Year-round representation spreads costs across 12 months but delivers better outcomes because strategic work happens during interim when it's most effective.

When Session-Only Representation Makes Sense

Not every business needs year-round lobbying. If you face minimal legislative risk and aren't pursuing proactive legislation, session-only monitoring might suffice.

Session-only representation works when:

Your goal is defensive monitoring—watching for bills that might affect your business and alerting you if action becomes necessary.

Your industry has a strong trade association providing year-round advocacy on shared priorities. You're supplementing association advocacy with company-specific representation during session.

You're responding to specific legislation that emerged unexpectedly and need tactical help during session.

But if you're advancing legislation, defending against serious threats, or operating in a high-risk legislative environment, session-only representation puts you at a strategic disadvantage.

Measuring Interim Work Quality

How do you know if your lobbyist is doing effective interim work? Ask these questions before session starts.

How many new legislators have you met with? If your lobbyist hasn't met with legislators elected last November by the time session starts, they're behind.

What did you learn at interim hearings? Your lobbyist should be attending relevant interim hearings and gathering intelligence about how committees are thinking about issues.

Who's in our coalition? If session is starting and you don't have a coalition assembled, you're trying to do during session what should have been done during interim.

What bill language has been drafted? Bills filed during session without interim development tend to have problems. Good bills are drafted and refined during interim.

Which legislators are authoring our bills? Your lobbyist should have bill authors committed before session starts, not be shopping for authors in January.

If your lobbyist can't answer these questions specifically, they haven't been doing strategic interim work.

The Long Game

Lobbying isn't about winning individual legislative battles. It's about building relationships and positioning issues over multiple sessions.

The issue you raise during September interim hearings might not result in legislation until next session. The relationship your lobbyist builds with a freshman legislator in 2025 might pay off in 2027 when that legislator is on the committee handling your bill.

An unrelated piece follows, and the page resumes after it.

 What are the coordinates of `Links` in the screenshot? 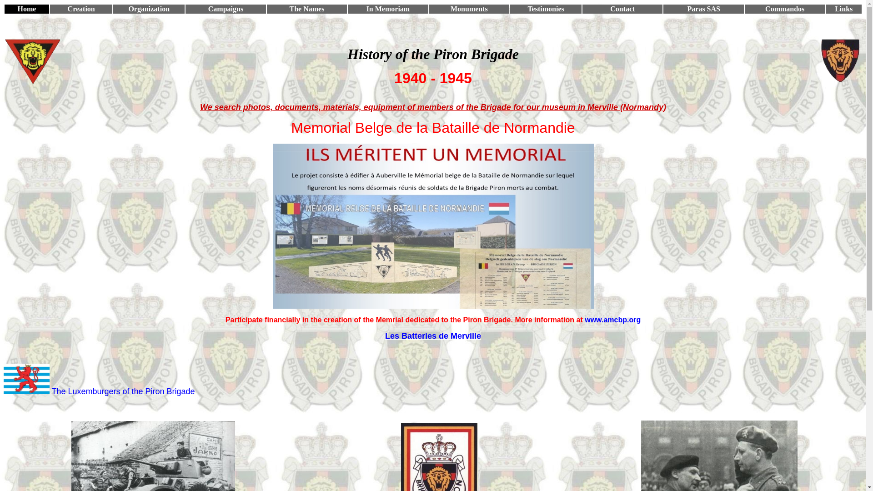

Companies that think tactically—what can we pass this session—consistently underperform companies that think strategically—how do we position our issues over multiple sessions.

The most effective lobbying I've seen involves three-session strategies. Session 1: introduce the issue through interim hearings and initial legislation that likely won't pass. Session 2: build coalition support and pass narrower legislation that demonstrates the concept. Session 3: pass comprehensive legislation because legislators understand the issue and precedent exists.

That three-session strategy requires continuous interim work. You can't execute it with session-only representation.

Making the Investment Decision

The question isn't whether interim work matters. It does. The question is whether your legislative priorities justify year-round investment.

Calculate the value at stake. If adverse legislation could cost you $500,000 in compliance expenses or lost revenue, spending $50,000 annually for strategic positioning is insurance. If favorable legislation could open a $5 million market opportunity, spending $75,000 for year-round advocacy is investment.

Compare the cost of year-round representation to the cost of session-only crisis lobbying. Year-round might cost $5,000-$8,000 monthly. Session-only often costs $15,000-$25,000 monthly for five months—higher total cost, lower effectiveness.

When comparing lobbyists, ask about their interim activity, how they maintain relationships between sessions, and what coalition-building work they do before filing bills. The lobbyists worth hiring can describe specific interim strategy, not just general session tactics.

Byron Campbell

Byron Campbell

Contributing Author | Senior Partner, Capitol Insights

Byron Campbell is a Senior Partner at Capitol Insights with extensive experience in year-round government relations strategy. He emphasizes interim positioning as the foundation for session success.